I would like to see a lesson added to Unit 2 that explains the importance of clean code, whitespace, indentation, comments, and good naming conventions. I know that it is occasionally mentioned here and there, and it certainly MODELS good use of comments on some levels along the way. But I think it needs to be more explicitly taught. Students don’t always understand the reason why they’re needed or who they’re meant for. When asked to add comments, their choices are often not actually helpful or explanatory. When they go to name classes, they don’t choose good names. Let’s teach them about camelCase or something. I keep trying to explain that it’s hard for someone to help them debug when everything is called container1, container2, etc, and instead of something more descriptive.
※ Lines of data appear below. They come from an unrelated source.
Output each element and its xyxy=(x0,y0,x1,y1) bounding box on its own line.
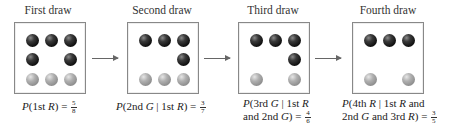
red-ball xyxy=(158,34,171,47)
red-ball xyxy=(177,34,190,47)
green-ball xyxy=(158,73,171,86)
arrow-icon xyxy=(204,58,230,59)
green-ball xyxy=(250,73,263,86)
urn-box-2 xyxy=(127,22,199,94)
arrow-icon xyxy=(315,58,341,59)
stage-title: Third draw xyxy=(225,4,321,16)
stage-title: Second draw xyxy=(114,4,210,16)
red-ball xyxy=(364,34,377,47)
red-ball xyxy=(288,34,301,47)
green-ball xyxy=(26,73,39,86)
red-ball xyxy=(402,34,415,47)
red-ball xyxy=(250,34,263,47)
red-ball xyxy=(64,53,77,66)
red-ball xyxy=(64,34,77,47)
green-ball xyxy=(364,73,377,86)
red-ball xyxy=(26,53,39,66)
stage-title: First draw xyxy=(0,4,96,16)
red-ball xyxy=(45,34,58,47)
fraction: 46 xyxy=(305,110,311,125)
green-ball xyxy=(288,73,301,86)
caption-fourth-draw: P(4th R | 1st R and 2nd G and 3rd R) = 3… xyxy=(342,97,437,125)
stage-title: Fourth draw xyxy=(340,4,436,16)
red-ball xyxy=(383,34,396,47)
caption-third-draw: P(3rd G | 1st R and 2nd G) = 46 xyxy=(243,97,311,125)
fraction: 37 xyxy=(200,100,206,115)
red-ball xyxy=(26,34,39,47)
green-ball xyxy=(45,73,58,86)
caption-first-draw: P(1st R) = 58 xyxy=(22,100,77,115)
fraction: 58 xyxy=(71,100,77,115)
green-ball xyxy=(402,73,415,86)
red-ball xyxy=(269,34,282,47)
urn-box-1 xyxy=(14,22,86,94)
urn-box-4 xyxy=(352,22,424,94)
red-ball xyxy=(177,53,190,66)
green-ball xyxy=(177,73,190,86)
red-ball xyxy=(288,53,301,66)
red-ball xyxy=(139,34,152,47)
fraction: 35 xyxy=(431,110,437,125)
caption-second-draw: P(2nd G | 1st R) = 37 xyxy=(116,100,206,115)
arrow-icon xyxy=(92,58,118,59)
urn-box-3 xyxy=(238,22,310,94)
green-ball xyxy=(64,73,77,86)
green-ball xyxy=(139,73,152,86)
Sometimes they choose names that don’t even make sense, like “skibidi” or “fortnite”. They also really don’t understand when to indent.
Hi @katherine_copanic ,
I have this discussion often with my students. There is not an explicit lesson; however, I do want to point out (and you may already know) that the mini-less rubric is assessing much of what you mentioned:
Clean Code and Documentation - Readability
They use white space and indentation to make code consistently well formatted, with nested tags aligned vertically to make them easier to read.
Clean Code and Documentation - Comments
Comments are used throughout the page to make their code more readable.
In my class, we have a discussion about who the audience is for reading the comments and what type of information would be most useful in the comments based on the audience. We also discuss what is required to earn an “extensive evidence”.
If you feel like a lesson should be added, the best way to let the creators know is to complete this form and choose “I’d like to request a feature”. They truly use this feedback when the review the curriculum each year.